I have before me a downloaded article called “Psychopathology, trauma and delinquency: subtypes of aggression and their relevance for understanding young offenders.” http://www.ncbi.nlm.nih.gov/pmc/articles/PMC3141659/ There are eight co-authors to this paper. It’s long and complicated, so I’m going to reduce it to a kind of clinical case report of “Micheletto,” a fictional character from “The Borgias.”
The essence of the paper is that the single-figure percentage of adolescents who get into trouble through aggression (violence), esp. those labeled delinquent by law enforcement, are under-studied. Not surprising since they are resistant, elusive, and scary. But that means they are treated as a uniform category when they clearly are not. As a “first cut” (eek!) of sorting, the authors distinguished between two “kinds” of aggression. One is “RADI.” (Reactive, Affective, Defensive and Impulsive or “hot.”)
This kind is triggered by anticipation of negative situations and can include as reactions “fear, disgust, contempt, sadness, rage, frustration.” Afterwards, when calm again, the person can be sorry though confused about what the trigger might have been. Since emotional systems work in reciprocity -- arousal on one side met by restraint on the other side -- the problem might arise from either the strength of the stormy passion or from a weakness or even failure of self-control, recognizing options, or understanding the destruction they are wreaking.

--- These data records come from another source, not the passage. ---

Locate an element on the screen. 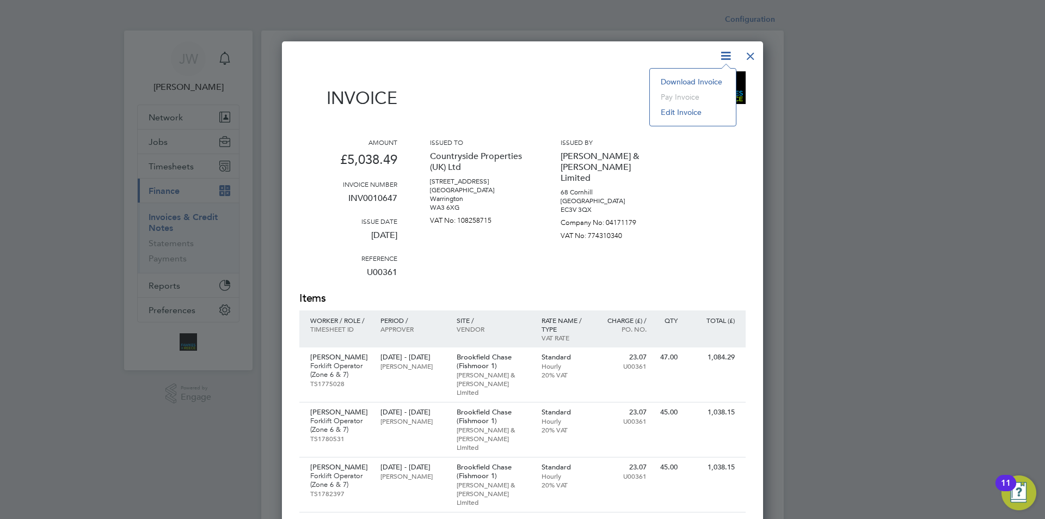  li: Download Invoice is located at coordinates (693, 82).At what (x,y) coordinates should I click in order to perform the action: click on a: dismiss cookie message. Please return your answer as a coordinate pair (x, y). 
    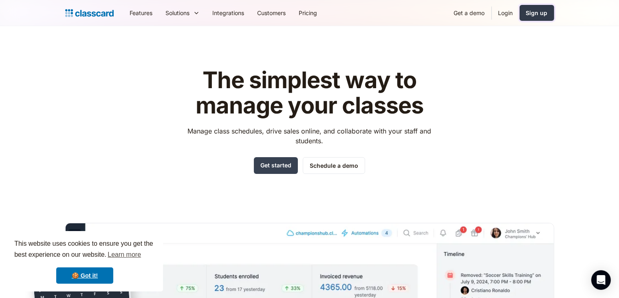
    Looking at the image, I should click on (85, 275).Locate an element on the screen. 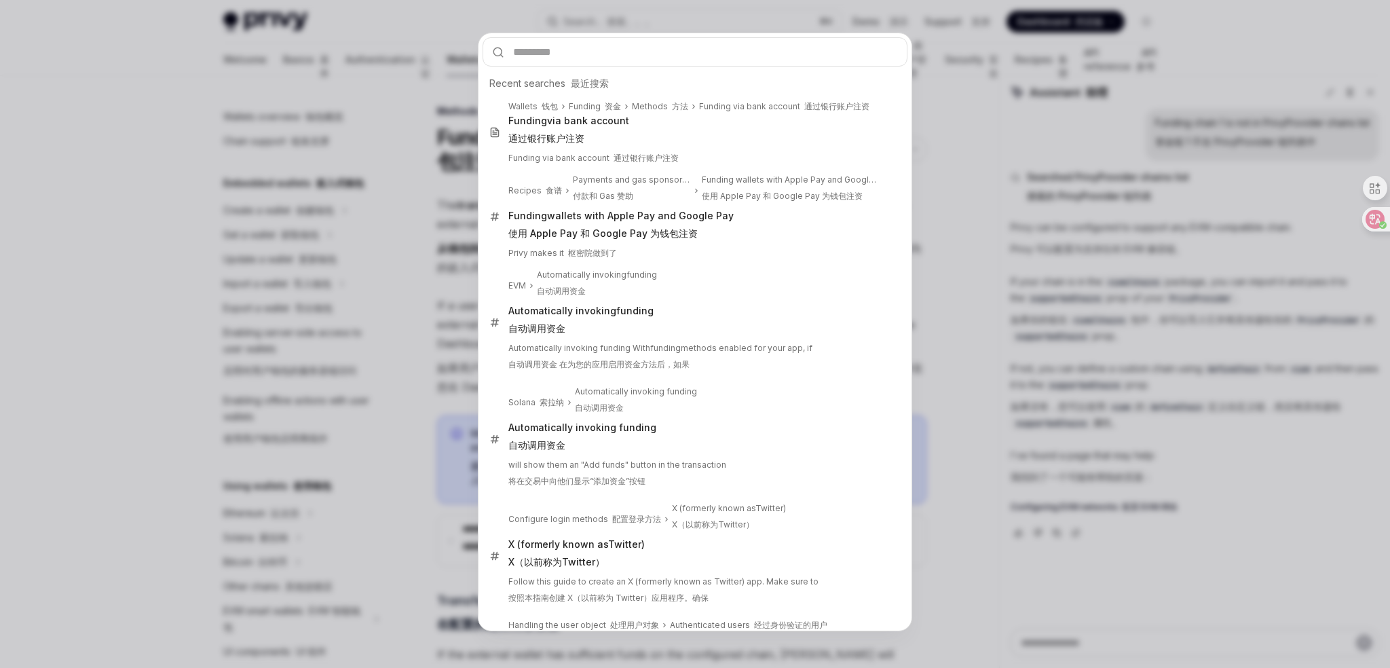 Image resolution: width=1390 pixels, height=668 pixels. p: Funding via bank account is located at coordinates (693, 158).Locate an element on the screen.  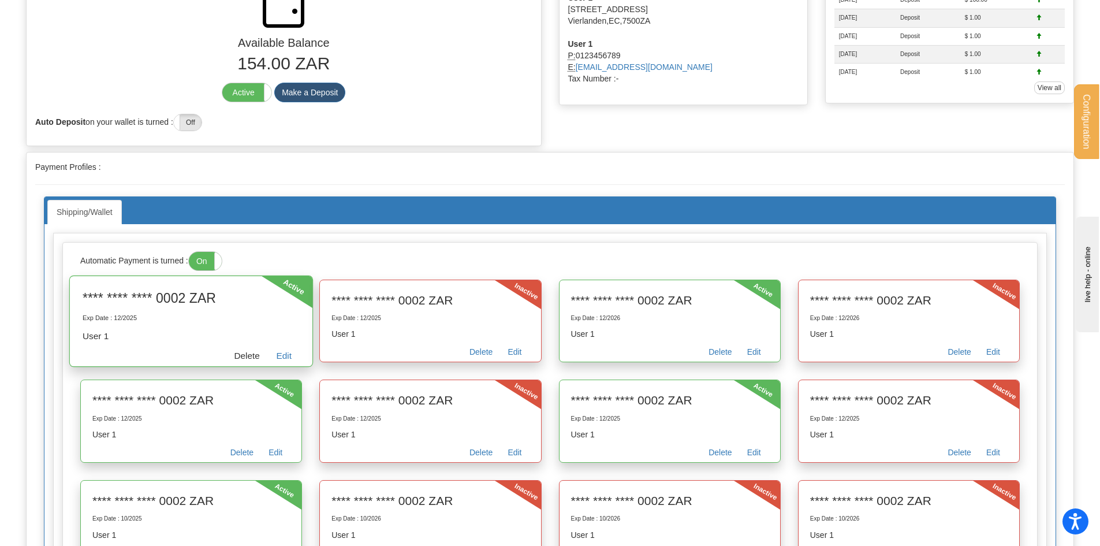
button: Make a Deposit is located at coordinates (310, 92).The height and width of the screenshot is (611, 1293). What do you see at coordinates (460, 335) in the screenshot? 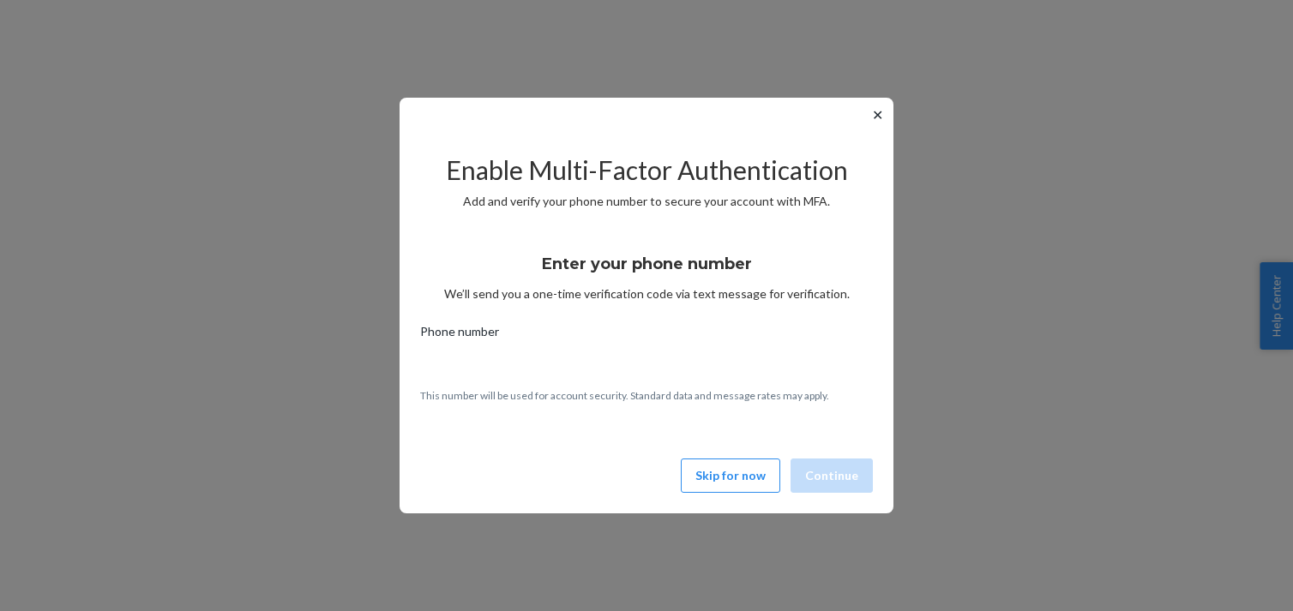
I see `span: Phone number` at bounding box center [460, 335].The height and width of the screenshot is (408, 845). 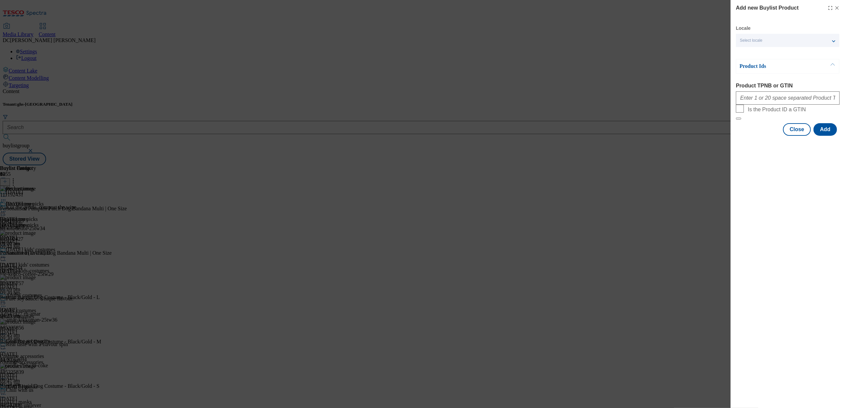 What do you see at coordinates (787, 98) in the screenshot?
I see `input: Enter 1 or 20 space separated Product TPNB or GTIN` at bounding box center [787, 98].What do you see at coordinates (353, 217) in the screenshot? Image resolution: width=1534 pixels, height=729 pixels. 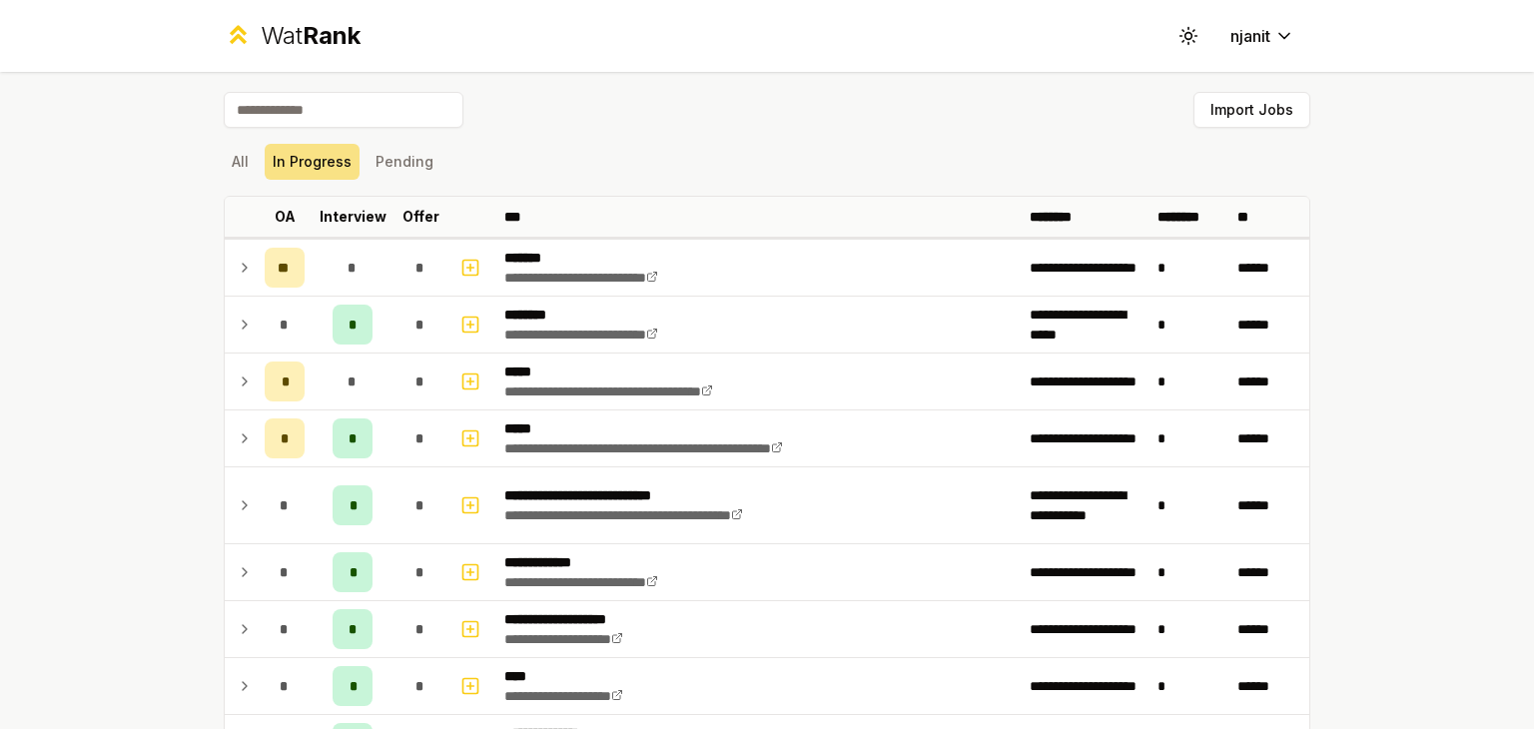 I see `p: Interview` at bounding box center [353, 217].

The second kind is “PIP.” (Planned, Instrumental and Predatory -- or if you feel that’s too pejorative -- Proactive) That is, it’s with a goal in mind that benefits the person and it could be described as “cold.” As I write, there is a murder case being considered in Missoula. The outcome depends on whether the killer shot a student rummaging in his garage out of fear and self-protection (hot) or whether he had set a trap and deliberately shot the student (cold). The word “callous” is used in this study in the way most people would use “sociopathic.” We weight it as worse than an outburst.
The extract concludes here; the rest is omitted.